Local health providers organizing to work with LHIN

Providers of long-term care along with other health care providers in Perth and Huron counties are continuing to take a proactive role in the transformation of health services envisioned in the establishment of Local Health Integration Networks (LHINS) by the province.

Board chairs for all local health care providers met Friday (Feb. 24) to discuss a proposal to establish a Huron Perth Providers’ Council to actively engage with the Southwest LHIN on system integration and co-ordination issues.

“We see the council’s role as a liaison between the providers and the Southwest LHIN,” says Archie MacGowan, administrator of Braemar Retirement Centre in Wingham.

There were 50 to 75 providers at Friday’s meeting and they agreed to study the proposal and meet again in about a month, MacGowan says. “Judging from the attendance at the meeting and the discussion, I am anticipating the council will go ahead,” he says.

MacGowan is a member of the Community Advisory Council for Huron-Perth, which began this process with a meeting of local health care providers in April 2005. “As health care providers we want to be part of the solution rather than having a solution imposed on us,” he explained.

Southwest LHIN representatives have been meeting providers individually and a meeting with all providers is scheduled for the spring in London, MacGowan says.

The community advisory council which is slated to disappear with the arrival of the LHINS, set up three action groups; one on supporting the transformation of the health system, one on improving communications and one on community support services.

Under the proposal, the three action groups would continue their work and present regular progress reports to the provider’s council.

The council’s proposed mandate includes working with the Southwest LHIN on its integrated health system plan and providing input on the health needs and required services for Huron-Perth.

The mandate also includes sharing information and advocating for appropriate resources “to meet the unique challenges of delivering services to a rural area,” according to the proposal.

The council would also develop and implement an annual priority-setting process for identifying and resourcing local integration and co-ordination projects considered mutually beneficial by all council members.

Representatives of hospitals, long-term care homes, home care, community support services, mental health and addictions, family health teams and public health are included in the proposal.

The proposal includes a vision statement that calls for “a healthy Huron-Perth community where residents have access to a full range of health services, and when they require care and support as patient/clients, they experience a seamless continuum of care based on the co-ordinated efforts of all service providers working together.”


▶ EXERCISE INSTRUCTIONS: Reproduce word for word, from the entries below, the line with "You are a GUI", the line with "Task: Click on the label: Select card", and every line between them, and nothing more.

▶ DATA FOR THIS TASK:
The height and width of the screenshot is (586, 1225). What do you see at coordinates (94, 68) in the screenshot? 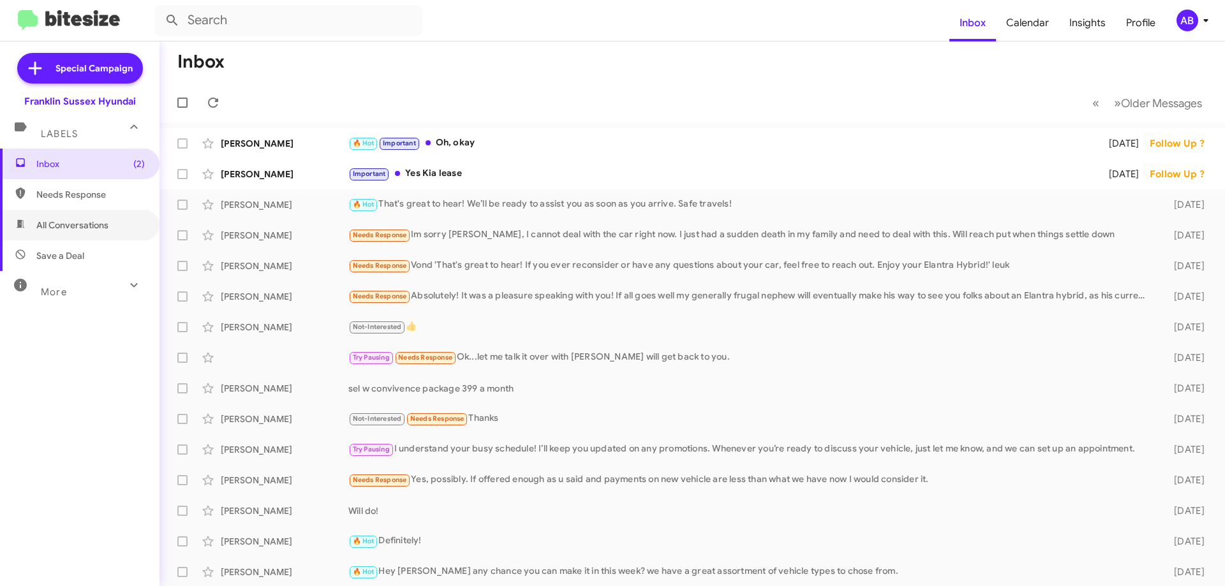
I see `span: Special Campaign` at bounding box center [94, 68].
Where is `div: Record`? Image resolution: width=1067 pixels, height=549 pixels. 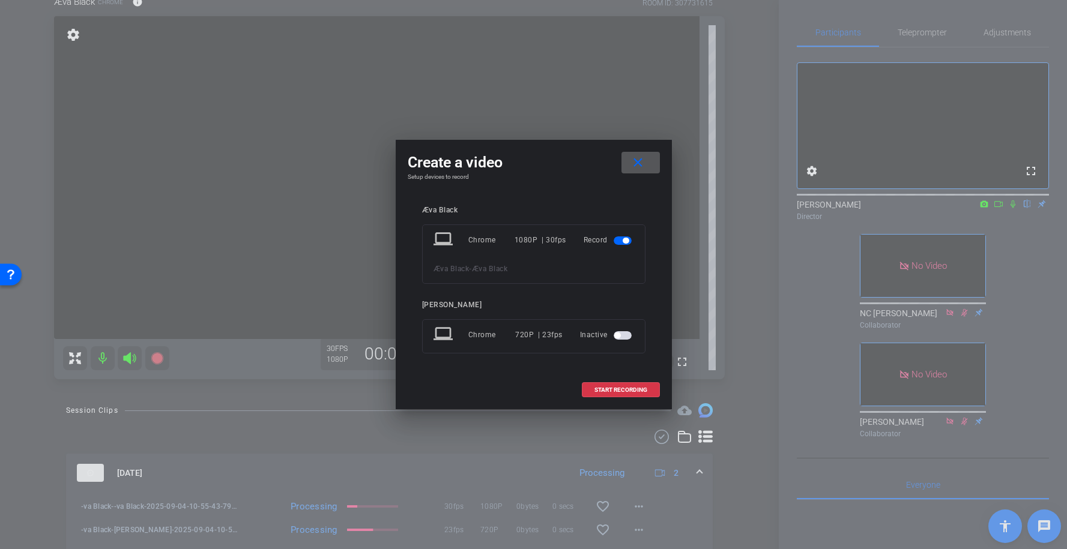 div: Record is located at coordinates (609, 240).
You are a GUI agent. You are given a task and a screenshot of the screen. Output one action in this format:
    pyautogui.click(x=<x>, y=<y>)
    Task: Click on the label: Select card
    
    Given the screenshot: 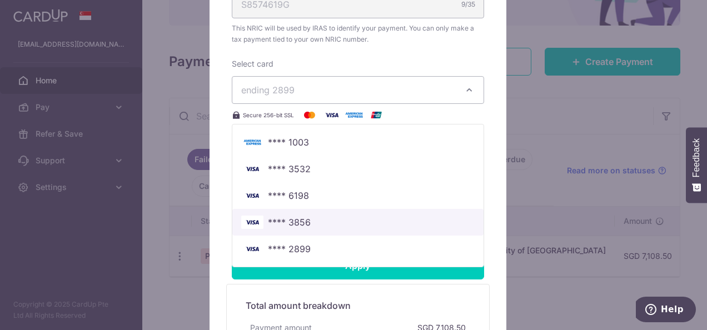 What is the action you would take?
    pyautogui.click(x=252, y=64)
    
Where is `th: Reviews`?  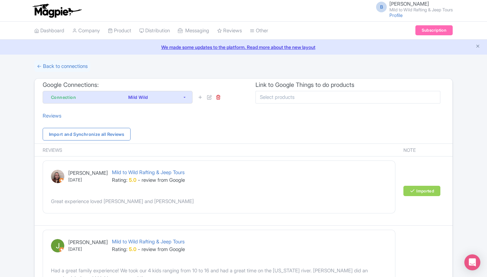
th: Reviews is located at coordinates (217, 150).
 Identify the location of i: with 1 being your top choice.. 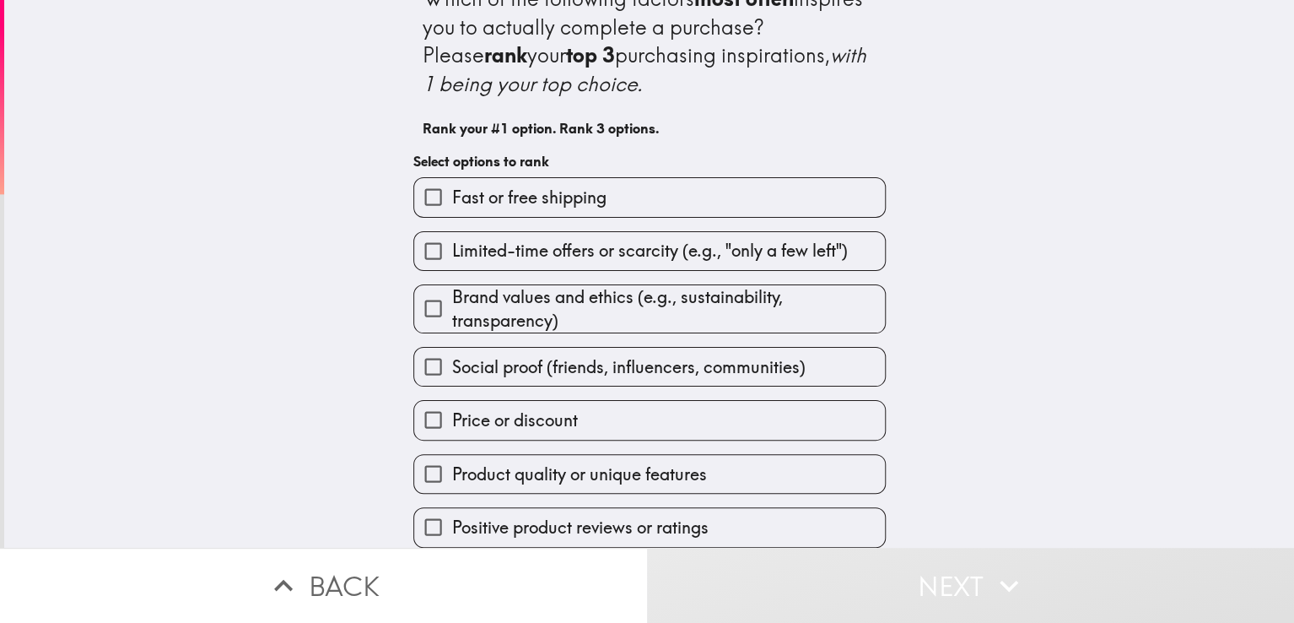
(647, 69).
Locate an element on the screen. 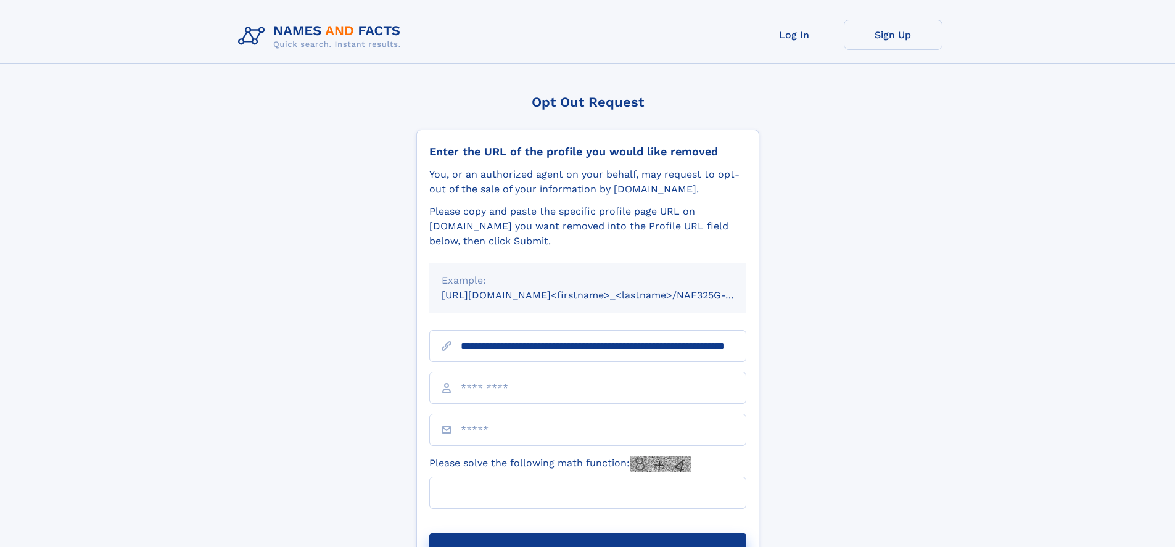 This screenshot has height=547, width=1175. img: Logo Names and Facts is located at coordinates (322, 36).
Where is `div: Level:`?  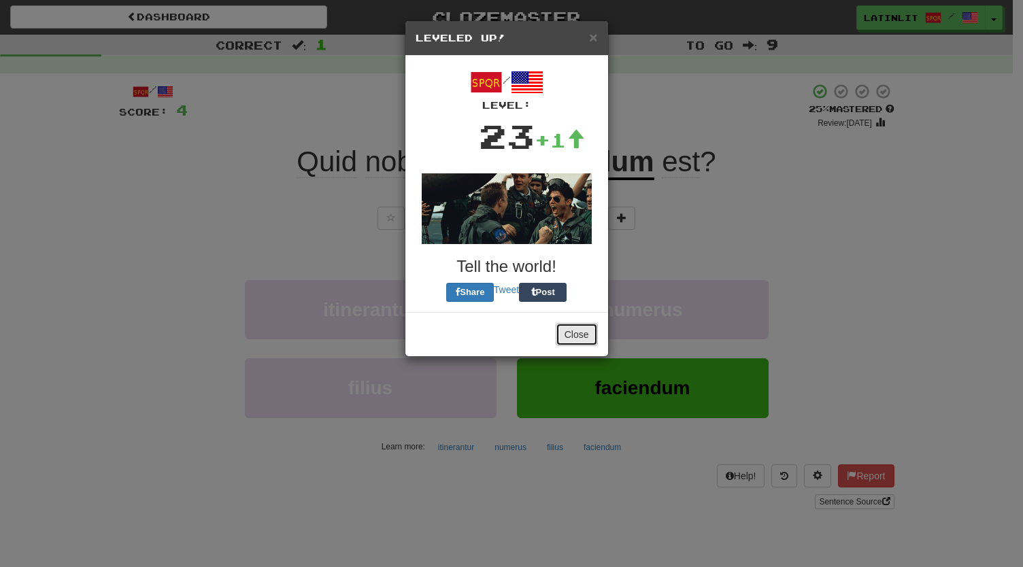
div: Level: is located at coordinates (507, 105).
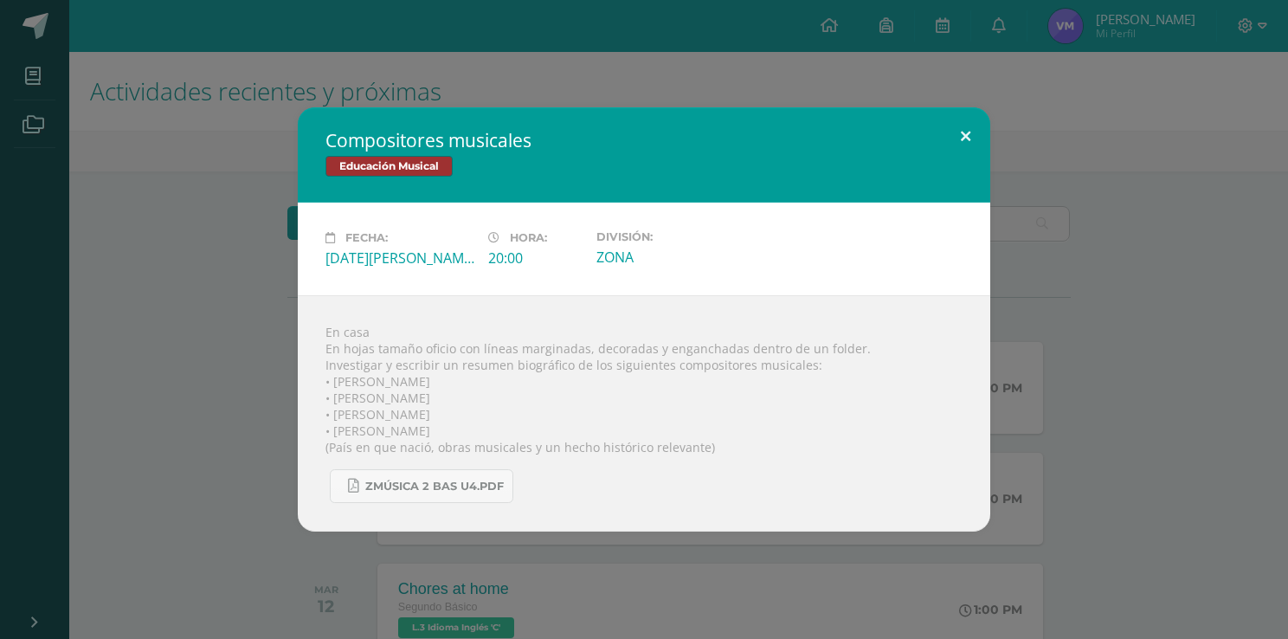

▶ RESULT FOR THIS TASK:
You are a GUI agent. You are given a task and a screenshot of the screen. Output one action in this format:
    pyautogui.click(x=<x>, y=<y>)
    Task: Click on the label: Select card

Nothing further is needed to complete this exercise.